Anders.
What was he doing sneaking around?
He hadn’t noticed me up in the window as he dipped beneath the pergola, and disappeared through the narrow vine-covered alleyway beyond. Where was he going? I tried to think whether there was anywhere connected to the Daffodil Inn’s garden, but nothing came to mind.
Curious.
If I had time tomorrow, I’d see what was so important that he’d go visit it in the rain.Then again, I’d almost hit him standing out in that same rain, so maybe wandering around in storms wasn’t such an odd thing for him.
I retreated to bed. The mattress was comfy, if a little old, and the linens smelled like fresh laundry and lemons. The sound of the rain whispered in between the gauzy sunlight-colored curtains, and I sighed back into the feather pillows. This was it. Heaven. I didn’t understand what was holding Junie and Will back from opening the inn—everything seemed perfectly copacetic. Surely the plumbing couldn’t be that—
Then I heard it.
At first, I thought it was just a noise of the house settling. So I rolled over in bed, and admitted to myself that I might actuallymissthe starlings in the eaves …
But then I heard it again.
I sat up.
Was that … no. It couldn’t be.
Rachel Flowers wouldn’t write aghost storyinto her books. It must have been Junie or Will getting up to go rustle around the kitchen.
The sound didn’t …seemlike rustling, though.
Slipping on my still-damp sneakers, I grabbed my phone and turned on the flashlight, and crept out of the room and down the stairs. I wasn’t very sneaky, as it turned out. If my shoes weren’t squeaking, then the floorboards were.
But the sound persisted as I reached the bottom of the stairs and turned my light down the hallway.
The ungodly demonic gurgle was coming from the door beneath the stairs. The door to the basement.
The haunted toilet.
To my utter dismay, the door to the basement was unlocked, so of course down I went into the bowels of the Daffodil.I ran my hand along the side of the wall until I found the light switch at the bottom of the stairs. If it was a ghost, who would it be? Would Rachel Flowers bring back a character she killed off? No, the only people she killed were the ones no onewantedback. Gemma’s ex and Bea’s stepmother, and a host of unnamed parents because Rachel Flowers was nothing if not a sucker for the orphan trope.

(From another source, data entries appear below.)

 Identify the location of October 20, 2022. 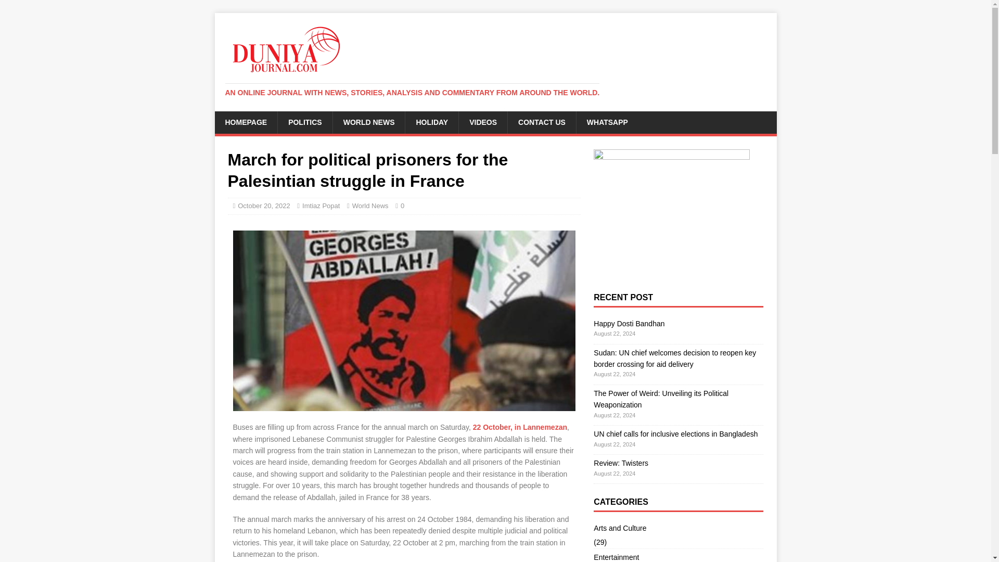
(263, 205).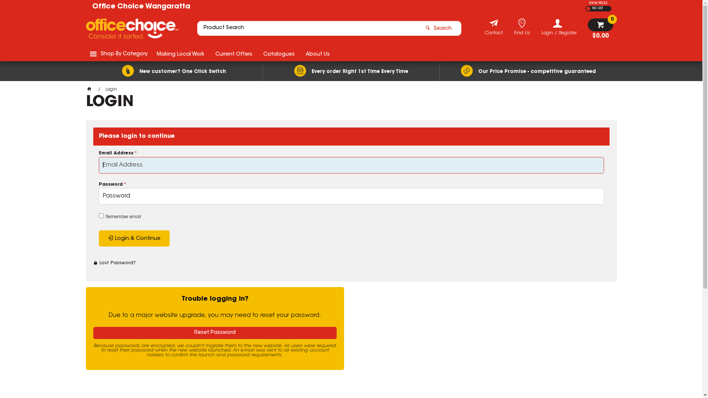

Another low, awful gurgle rumbled. It really wasn’t a terrible basement, all things considered. If the toilet wasn’thaunted, I think Junie and Will would’ve turned it into a recreation room. There were a pool table, extra couches covered in plastic, and a door at the back that led out to the private garden with the mermaid fountain.
If this—thisghost—was the reason Junie and Will didn’t have their happily ever after yet, then maybe I’d just … give it a small talk.
I followed the sound to the perpetrator in the far corner, and opened the door. The toilet in question looked like any other basement toilet, though it did have a worrisome ring of rust around the base that looked, a bit too cryptically, like blood. I tried to flush the toilet, and but it just bubbled and burped—like there was something clogging it.
Huh.
I tried it again—but nothing this time.
Then, even worse, there was another strange noise—like a high-pitched screech in the walls, and I jumped back out of the bathroom and swung the door closed.
Okay … maybe it wasn’t going to be so easy. I knew enough about toilets to unclog them, but this? This was above my pay grade.
The pipes above me gave a tremble, and whatever ghost Rachel Flowers had written into this story could stay dead.
I was up and out of the basement by the time the rattling stopped, taking the stairs up to the second floor two at a time. I’d barely gotten my tennis shoes off before I dove into bed again, and pulled the covers high.
Junie was wrong. I was not brave at all.